Image via Fibonacci Blue, Flickr CC
June is LGBTQ+ Pride Month. It celebrates the Stonewall uprising when LGBTQ+ people rose up against discrimination and oppression. Nearly 50 years later, great achievements in LGBTQ+ equality have been made. But, the struggle never ends.
This past weekend’s massacre at Orlando’s Pulse Nightclub was the worst mass shooting in U.S. history. The dead, mostly gay men in their 20s and 30s, were enjoying the club’s Saturday Latin Night. At last call, about 2 a.m., the attacker struck, shooting 49 to death and wounding more than 50 others. One victim, 30 year-old Eddie Jamoldroy Justice, texted his mother throughout the ordeal before his death: “Mommy I love you. He’s coming. I’m gonna die.”
Donald Trump quickly took an “I told you so” victory lap—even before the killer’s identity was known—again calling for a ban on Muslims. When the American-born killer was indeed identified as Muslim, President Obama called the act one of terrorism and hatred. But, he recognized the reality that LGBTQ+ people are targeted “by a lot of groups that purport to speak on behalf of God around the world.”
His point should be well taken. Inspired by domestic radical Christianity or international radical Islam, anti-LGBTQ+Q violence is the same. At its heart is a core ideology that demonizes a group of people. Whether an Islamic State website, a Christian mega-church pulpit, or the rabid rants of our political officials, all fuel bigotry and hatred.
Speaking of our political leaders, once the shooter was identified, for Republicans the narrative turned away from the carnage and the victims to a sanitized politically correct message. Few Republicans would recognize the victims as LGBTQ+. Ron Johnson, who voted against the Employment Non-Discrimination Act in 2013 as well as against protections for homeless LGBTQ+ youth, tweeted a now perfunctory and calloused condolence devoid of mentioning the horrific loss to the LGBTQ+ community. Governor Scott “Insensate” Walker’s statement was equally shamefully hollow. That’s really not a surprise; both are proxies of the Christian Right that, in the last six months, is responsible for introducing more than 200 anti-LGBTQ+ laws. Despite marriage equality, or because of it, anti-gay vitriol and roadblocks to the exercise of LGBTQ+ rights are an integral part of the Republican platform. Back in November 2015, a certain Pastor Kevin Swanson called for the death of LGBTQ+ people at his National Religious Liberties Conference. The event was attended by aspiring Republican presidential nominees Ted Cruz, Bobby Jindal and Mike Huckabee.
With our country in its perpetual state of gun-violence trauma, it’s easy to deflect and scapegoat. So, true to form, the gay Log Cabin Republicans’ statement on the Orlando attack was predictable, indignantly calling for President Obama to acknowledge the cause of the massacre as “Radical Islamic terrorism,” blithely ignoring their own party’s contribution to anti-LGBTQ+ violence, bigotry and racism.
Coincidently, that same Sunday morning, Los Angeles Police stopped James Wesley Howell, a very white boy from Indiana. In his car they found three assault rifles with high capacity magazines (taped together for rapid reloading), camouflage clothing, a security badge and bomb-making material. He was en route to the L.A. Pride Parade. His story has since faded from the news cycle.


Please copy the data exactly as it stands, minus the images.

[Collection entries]
___

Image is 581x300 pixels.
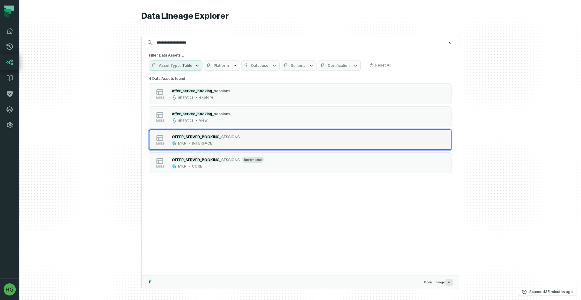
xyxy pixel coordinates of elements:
[199,95,213,100] div: explore
[4,283,16,295] img: avatar of Hua Guo
[192,141,212,146] div: INTERFACE
[213,63,229,68] span: Platform
[149,106,451,127] button: tableanalyticsview
[172,135,219,139] mark: OFFER_SERVED_BOOKING
[242,156,264,163] span: incremental
[219,158,239,162] span: _SESSIONS
[182,63,192,68] span: Table
[291,63,305,68] span: Schema
[199,118,207,123] div: view
[192,164,202,169] div: CORE
[155,142,164,145] span: table
[172,158,219,162] mark: OFFER_SERVED_BOOKING
[149,152,451,173] button: tableincrementalMKPCORE
[155,119,164,122] span: table
[212,89,230,93] span: _sessions
[203,60,240,71] button: Platform
[251,63,268,68] span: Database
[327,63,349,68] span: Certification
[529,289,572,295] p: Scanned
[317,60,360,71] button: Certification
[281,60,316,71] button: Schema
[424,279,452,286] span: Open Lineage
[445,279,452,286] span: Press ↵ to add a new Data Asset to the graph
[149,129,451,150] button: tableMKPINTERFACE
[366,60,393,70] button: Reset All
[141,11,459,21] h1: Data Lineage Explorer
[149,83,451,104] button: tableanalyticsexplore
[149,53,451,58] h5: Filter Data Assets...
[149,74,451,181] div: 4 Data Assets found
[172,112,212,116] mark: offer_served_booking
[178,95,194,100] div: analytics
[212,112,230,116] span: _sessions
[172,89,212,93] mark: offer_served_booking
[545,289,572,294] relative-time: Oct 6, 2025, 11:02 AM GMT+2
[446,40,452,46] button: Clear search query
[159,63,181,68] span: Asset Type
[178,164,186,169] div: MKP
[241,60,279,71] button: Database
[518,288,576,295] button: Scanned[DATE] 11:02:04
[178,118,194,123] div: analytics
[149,60,202,71] button: Asset TypeTable
[178,141,186,146] div: MKP
[155,96,164,99] span: table
[141,74,458,275] div: Suggestions
[219,135,239,139] span: _SESSIONS
[155,165,164,168] span: table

___

§ **Result of the task**:
Image is 581x300 pixels.
xyxy pixel coordinates of elements:
[199,95,213,100] div: explore
[4,283,16,295] img: avatar of Hua Guo
[192,141,212,146] div: INTERFACE
[213,63,229,68] span: Platform
[149,106,451,127] button: tableanalyticsview
[172,135,219,139] mark: OFFER_SERVED_BOOKING
[242,156,264,163] span: incremental
[219,158,239,162] span: _SESSIONS
[182,63,192,68] span: Table
[291,63,305,68] span: Schema
[199,118,207,123] div: view
[192,164,202,169] div: CORE
[155,142,164,145] span: table
[172,158,219,162] mark: OFFER_SERVED_BOOKING
[149,152,451,173] button: tableincrementalMKPCORE
[155,119,164,122] span: table
[212,89,230,93] span: _sessions
[203,60,240,71] button: Platform
[251,63,268,68] span: Database
[327,63,349,68] span: Certification
[529,289,572,295] p: Scanned
[317,60,360,71] button: Certification
[281,60,316,71] button: Schema
[424,279,452,286] span: Open Lineage
[445,279,452,286] span: Press ↵ to add a new Data Asset to the graph
[149,129,451,150] button: tableMKPINTERFACE
[366,60,393,70] button: Reset All
[141,11,459,21] h1: Data Lineage Explorer
[149,83,451,104] button: tableanalyticsexplore
[149,53,451,58] h5: Filter Data Assets...
[149,74,451,181] div: 4 Data Assets found
[172,112,212,116] mark: offer_served_booking
[178,95,194,100] div: analytics
[212,112,230,116] span: _sessions
[172,89,212,93] mark: offer_served_booking
[545,289,572,294] relative-time: Oct 6, 2025, 11:02 AM GMT+2
[446,40,452,46] button: Clear search query
[159,63,181,68] span: Asset Type
[178,164,186,169] div: MKP
[241,60,279,71] button: Database
[518,288,576,295] button: Scanned[DATE] 11:02:04
[178,118,194,123] div: analytics
[149,60,202,71] button: Asset TypeTable
[178,141,186,146] div: MKP
[155,96,164,99] span: table
[141,74,458,275] div: Suggestions
[219,135,239,139] span: _SESSIONS
[155,165,164,168] span: table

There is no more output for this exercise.